A new vision of hedge funds is emerging in which they could have a much bigger role to play in portfolio management. Under the new scenario, the conventional image of a hedge fund as two guys with a terminal, swinging for the fences, is passé. While a lot of attention has been paid to what hedge funds have done wrong, too little attention has been paid to what they have done right, which is to strive to help investors avoid losses. That's because without much fanfare, the largest hedge funds have evolved into the world's most sophisticated risk management vehicles.
According to this perspective, the traditional 60% stocks/35% bonds/5% cash portfolio is beginning to resemble a car that has only one gear—forward. In hedge funds, by contrast, investors see the equivalent of a car that can go forward, backward, sideways, up and down.
Instead of allocating 10% of their portfolios to hedge funds, some pension funds are using them across all of their portfolios' asset classes. The Employees Retirement System in Texas, for example, recently decided to integrate hedge funds across its entire $24.9 billion portfolio. The move was particularly notable because the Texas Retirement System only began investing in hedge funds in 2011, according to Institutional Investor magazine. Similar actions were taken in the Teacher Retirement System of Texas and the Virginia Retirement System.
In Geneva, the head of the pension fund for CERN, the world's largest particle physics laboratory, is running its 4-billion Swiss Franc ($4.37 billion) portfolio as if it's one big global macro fund. Theodore Economou, CEO of the CERN Pension Fund and the person behind the so-called CERN Model, thinks all pension funds should adopt CERN's approach. If they can't, Economou has proposed a radical solution: turn the entire pension portfolio over to a large hedge fund that can.
Integrating hedge funds across an entire portfolio may sound as if chief investment officers want to put their portfolios on steroids. In fact, their motive is just the opposite. They're making the judgment that hedge fund managers are no longer a one-off entity to which you might allocate a small slice of the portfolio. Rather, they are relying on hedge funds to deliver a sophisticated set of tools to each of their asset classes.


◆ What to do
Excluding pictures, give the entries again exactly as they appear.

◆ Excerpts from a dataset
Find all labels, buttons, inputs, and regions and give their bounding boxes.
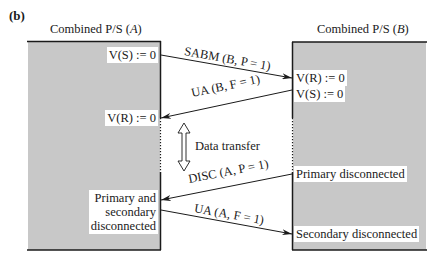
station-b-state-vs: V(S) := 0 — [294, 86, 345, 102]
state-line: secondary — [91, 205, 156, 219]
data-transfer-label: Data transfer — [195, 139, 260, 154]
double-arrow-vertical-icon — [178, 123, 190, 171]
state-line: disconnected — [91, 219, 156, 233]
station-a-state-disconnected: Primary and secondary disconnected — [89, 190, 158, 234]
station-b-state-primary-disconnected: Primary disconnected — [294, 166, 407, 182]
station-a-state-vr: V(R) := 0 — [105, 110, 158, 126]
station-b-state-vr: V(R) := 0 — [294, 70, 347, 86]
station-b-state-secondary-disconnected: Secondary disconnected — [294, 226, 419, 242]
state-line: Primary and — [91, 191, 156, 205]
station-a-state-vs: V(S) := 0 — [107, 47, 158, 63]
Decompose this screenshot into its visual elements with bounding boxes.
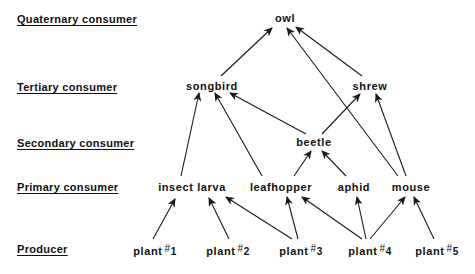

◆ Exercise answer
Find all labels, buttons, inputs, and regions and give their bounding boxes.
station-b-state-vs: V(S) := 0 — [294, 86, 345, 102]
state-line: secondary — [91, 205, 156, 219]
data-transfer-label: Data transfer — [195, 139, 260, 154]
double-arrow-vertical-icon — [178, 123, 190, 171]
state-line: disconnected — [91, 219, 156, 233]
station-a-state-disconnected: Primary and secondary disconnected — [89, 190, 158, 234]
station-b-state-primary-disconnected: Primary disconnected — [294, 166, 407, 182]
station-a-state-vr: V(R) := 0 — [105, 110, 158, 126]
station-b-state-vr: V(R) := 0 — [294, 70, 347, 86]
station-b-state-secondary-disconnected: Secondary disconnected — [294, 226, 419, 242]
state-line: Primary and — [91, 191, 156, 205]
station-a-state-vs: V(S) := 0 — [107, 47, 158, 63]
Decompose this screenshot into its visual elements with bounding boxes.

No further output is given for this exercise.